Brand protection as we know it today became a ‘thing’ in the early 1990s, with Microsoft and Glaxo SmithKline Beecham among the early adopters of advanced (by the standards of the day) labels to protect their products against the growing problem of counterfeiting.
By the late 1990s / early 2000s a number of high security printers and suppliers, sensing an opportunity for diversification and seeking to leverage their credentials in banknotes, piled into the market. Disappointed that their expertise and experience didn’t secure them easy entry, several just as quickly piled out again.
One of the issues then, and now, is the assumption that brand protection is a ‘market’. In reality, it is an umbrella term for just about every product with brand value, all with differing challenges regarding the impact of illicit trade on their assets. There is, in other words, no such market.
Related to the non-homogeneous nature of brand protection is a fragmented supplier landscape. A recent analysis of the number of players of both components and complete solutions put this at around 600, which is probably on the conservative side. By contrast, the number of suppliers for banknotes (in terms of substrates, features, inks and print) is a quarter of this.
Then there is the nature of the protection itself. For brands, it’s not just the product that needs protection, it’s the increasingly complex, convoluted, extended and porous supply chains.
And the need to protect the brand from various forms of illicit trade – not just counterfeiting, but over-production, simulation, diversion, dilution, tampering etc.
The security device – the label, film, packaging, blister pack, seal – is only a small part of the overall solution, central to which is data, coding, track and trace.
And there is the culture too. In currency, security is all. For brand owners, it’s a tiresome necessity. As a result, their willingness to pay for premium protection is limited. There is perhaps one exception – which is where products and documents intersect, namely tax stamps or labels for excisable products (primarily tobacco and alcohol). But that’s about it.
Those aforementioned companies that jumped in then jumped out again found this out all too quickly.
But there are notable examples of companies in our sector that have made a success of it – generally in specific niche markets. De La Rue was early to market, and stayed the course, with a number of prestigious contracts including Microsoft and several revenue authorities, based on its core holographic labels and track and trace programmes.

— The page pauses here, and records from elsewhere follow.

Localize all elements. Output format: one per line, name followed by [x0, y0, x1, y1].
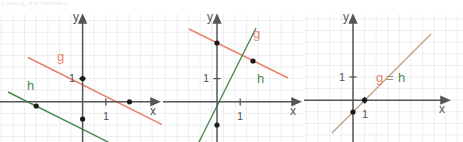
panel-3-y-tick-label: 1 — [339, 71, 345, 83]
panel-1-x-axis-label: x — [150, 104, 156, 118]
point-g-y-intercept — [214, 40, 219, 45]
point-y-intercept — [350, 109, 355, 114]
panel-2-x-tick-label: 1 — [237, 110, 243, 122]
figure-container: Lösung, die Geraden — [0, 0, 463, 142]
panel-2-line-h-label: h — [257, 71, 264, 86]
panel-1: y x 1 1 g h — [0, 0, 162, 142]
panel-2-y-axis-label: y — [207, 10, 213, 24]
panel-3-line-g-label: g — [376, 70, 383, 85]
point-h-y-intercept — [80, 116, 85, 121]
y-axis-arrow — [79, 15, 86, 23]
point-intersection-g-h — [250, 58, 255, 63]
panel-3-line-h-label: h — [398, 70, 405, 85]
panel-3-x-tick-label: 1 — [362, 108, 368, 120]
panel-2-x-axis-label: x — [290, 104, 296, 118]
point-g-y-intercept — [80, 76, 85, 81]
panel-3: y x 1 1 g = h — [304, 0, 463, 142]
panel-3-plot: y x 1 1 g = h — [304, 0, 463, 142]
panel-2-y-tick-label: 1 — [203, 72, 209, 84]
panel-1-plot: y x 1 1 g h — [0, 0, 162, 142]
y-axis-arrow — [350, 15, 357, 23]
point-x-intercept — [362, 98, 367, 103]
line-g — [189, 29, 288, 78]
panel-2-plot: y x 1 1 g h — [163, 0, 303, 142]
point-g-x-intercept — [127, 99, 132, 104]
panel-1-line-g-label: g — [57, 49, 64, 64]
panel-3-x-axis-label: x — [439, 102, 445, 116]
grid-lines — [163, 14, 303, 142]
point-h-x-intercept — [34, 103, 39, 108]
panel-2: y x 1 1 g h — [163, 0, 303, 142]
panel-2-line-g-label: g — [253, 26, 260, 41]
panel-1-x-tick-label: 1 — [103, 110, 109, 122]
panel-1-y-axis-label: y — [73, 10, 79, 24]
panel-1-y-tick-label: 1 — [69, 72, 75, 84]
point-h-y-intercept — [214, 122, 219, 127]
y-axis-arrow — [214, 15, 221, 23]
panel-1-line-h-label: h — [27, 78, 34, 93]
panel-3-equals-sign: = — [386, 70, 394, 85]
panel-3-y-axis-label: y — [343, 10, 349, 24]
grid-lines — [304, 14, 463, 142]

SICPA is the undisputed market leader in tax stamps, having recognised early on that production monitoring, track and trace is fundamental to the success of excise recovery programmes, and developed solutions accordingly, even if its security inks still lie at the heart of these solutions.

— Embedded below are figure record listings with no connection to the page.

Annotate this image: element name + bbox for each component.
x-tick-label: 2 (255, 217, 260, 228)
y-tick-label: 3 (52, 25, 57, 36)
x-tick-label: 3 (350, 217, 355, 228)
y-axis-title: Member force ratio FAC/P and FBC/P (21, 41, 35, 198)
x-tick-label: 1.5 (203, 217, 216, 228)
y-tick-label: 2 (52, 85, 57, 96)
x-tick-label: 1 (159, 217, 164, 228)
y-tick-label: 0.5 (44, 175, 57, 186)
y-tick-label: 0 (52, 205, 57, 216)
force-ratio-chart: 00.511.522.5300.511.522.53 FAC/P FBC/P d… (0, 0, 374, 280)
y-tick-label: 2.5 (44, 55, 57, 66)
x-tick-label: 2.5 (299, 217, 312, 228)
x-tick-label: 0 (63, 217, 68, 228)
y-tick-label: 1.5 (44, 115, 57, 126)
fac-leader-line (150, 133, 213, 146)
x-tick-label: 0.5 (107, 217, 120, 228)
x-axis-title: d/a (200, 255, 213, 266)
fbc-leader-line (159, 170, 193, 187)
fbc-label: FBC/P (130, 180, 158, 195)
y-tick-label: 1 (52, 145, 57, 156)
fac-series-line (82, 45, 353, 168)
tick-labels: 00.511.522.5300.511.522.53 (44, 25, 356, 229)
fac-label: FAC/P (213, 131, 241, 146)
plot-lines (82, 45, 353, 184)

It has also secured a leading position in fuel marking programmes, as has Authentix, which also has a number of tax stamp programmes under its belt as well.
Crane has made a smart move, both literally and figuratively, in enhancing its portfolio of PROFOUND micro-optics security labels with the coding, tracking and digital management assets of its acquisitions. Not to mention some of the prestigious contracts.
For any company in the banknote sector to succeed in brand protection, the prestige of their name only goes so far, if at all. It’s all about the technology solution.